4
votes

I'd like to get the unix timestamp of the beginning of current (or any given maybe) hour in c/c++.

I have this:


    time_t get_current_hour() {
        time_t beginning_of_hour;
        struct tm * ptm;

        time(&beginning_of_hour);

        ptm = gmtime(&beginning_of_hour);
        ptm->tm_min = 0;
        ptm->tm_sec = 0;
        ptm->tm_zone = (char*) "GMT";

        beginning_of_hour = mktime(ptm);

        return beginning_of_hour;
    }

Which works, but under high load many of the result are not the beginning of the current hour but the actual time.

Is there a better way to solve the problem? Why does the function returns the current time?

Please advise, Akos

3

3 Answers

7
votes

You can do it all with time_t, without breaking it apart and rebuilding.
Just round it down to a multiple of 3600:

time_t get_current_hour(void) {
    time_t now;
    time(&now);
    return now - (now % 3600);
}

Perhaps it isn't nice to treat time_t as an integer. But I think it is guaranteed to be seconds since the epoch, so it should be fine.

1
votes

It could be that you have a multi-threaded application, and calls to gmtime are not thread-safe (re-entrant). If this is the case, try using the re-entrant version: gmtime_r

0
votes

Is your application by any chance multi-threaded? gmtime returns a pointer to static memory, which will be overwritten the next time the function is called. Such functions are not thread-safe (and this is about the only thing I can think of which would account for your symptoms). Under Unix, there is also a gmtime_r, which allows you to declare a local buffer, and avoid the issue; Windows has a _gmtime_s which is (I think) similar.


Extract verbatim every line from the one containing "Identify the location" to the final line of the records below, inclusive, and exclude all pictures.

** Records from a dataset **
....................

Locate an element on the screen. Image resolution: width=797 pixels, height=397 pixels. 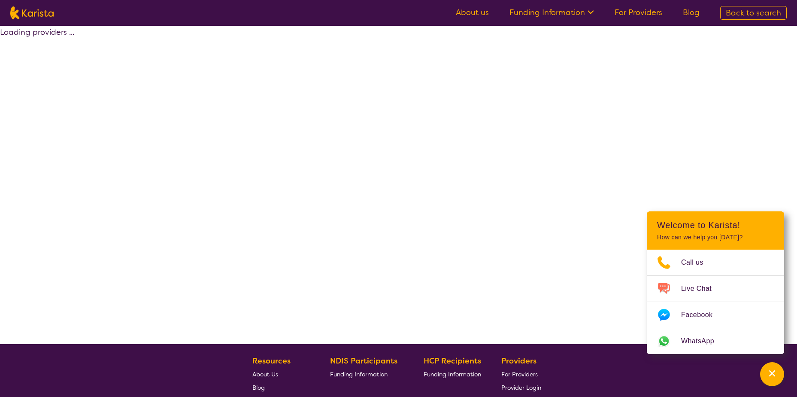
a: Web link opens in a new tab. is located at coordinates (716, 341).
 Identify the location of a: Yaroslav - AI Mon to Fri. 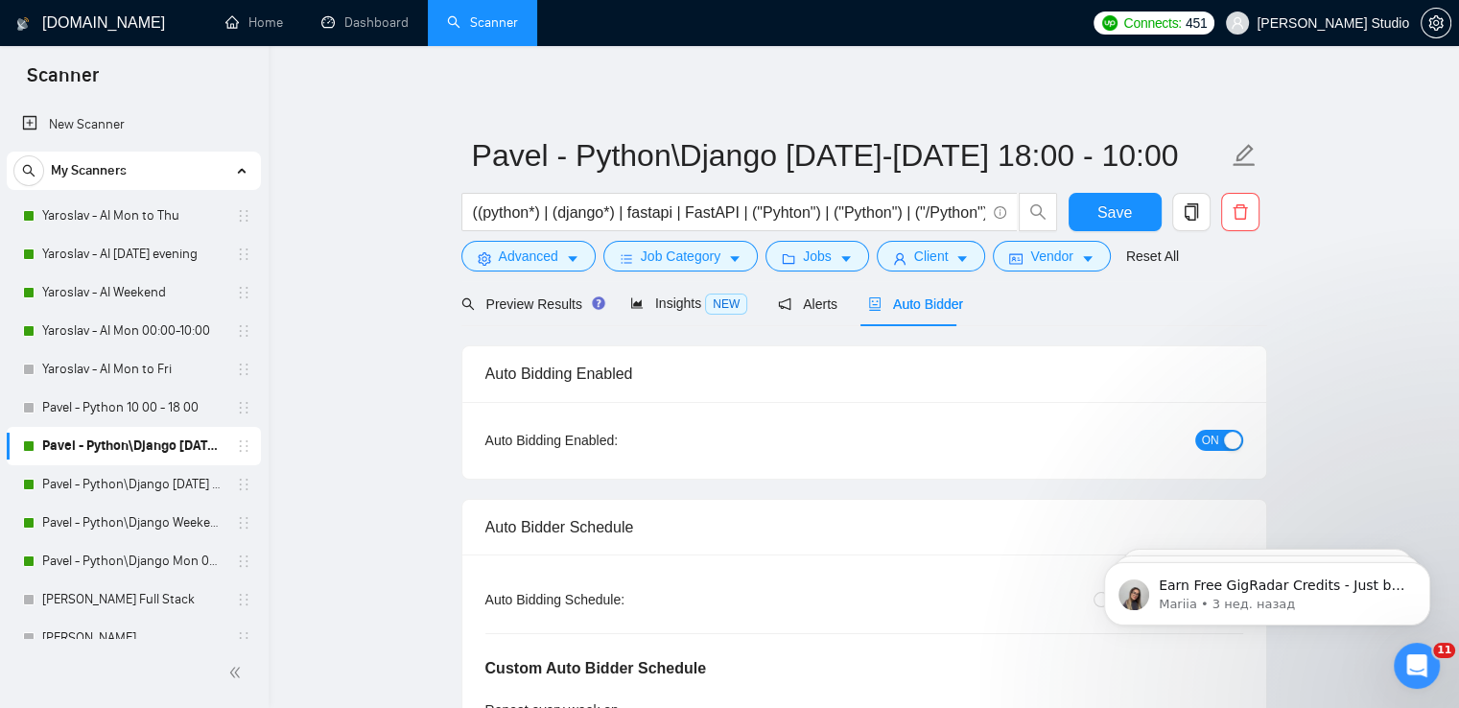
(133, 369).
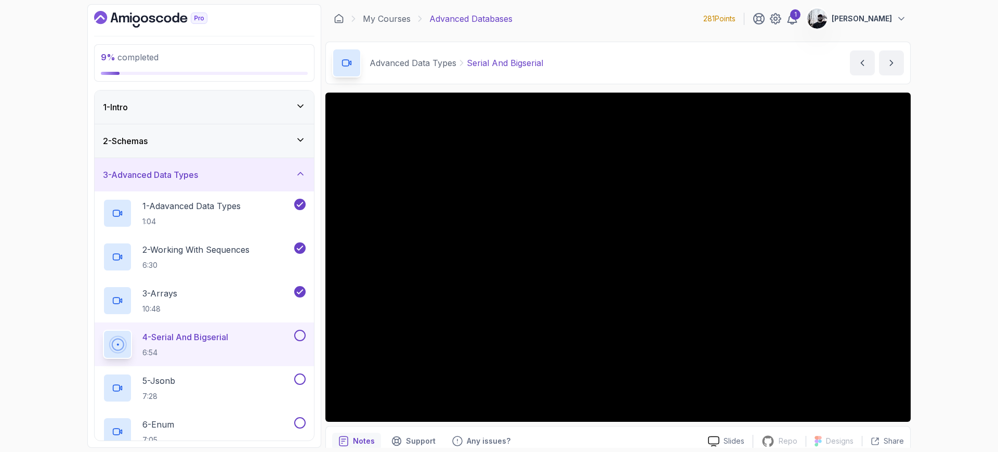  I want to click on p: Any issues?, so click(489, 441).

....................

** RESPONSE TO THIS EXERCISE **
 Identify the location of a: Yaroslav - AI Mon to Fri. 
(133, 369).
  I want to click on p: Any issues?, so click(489, 441).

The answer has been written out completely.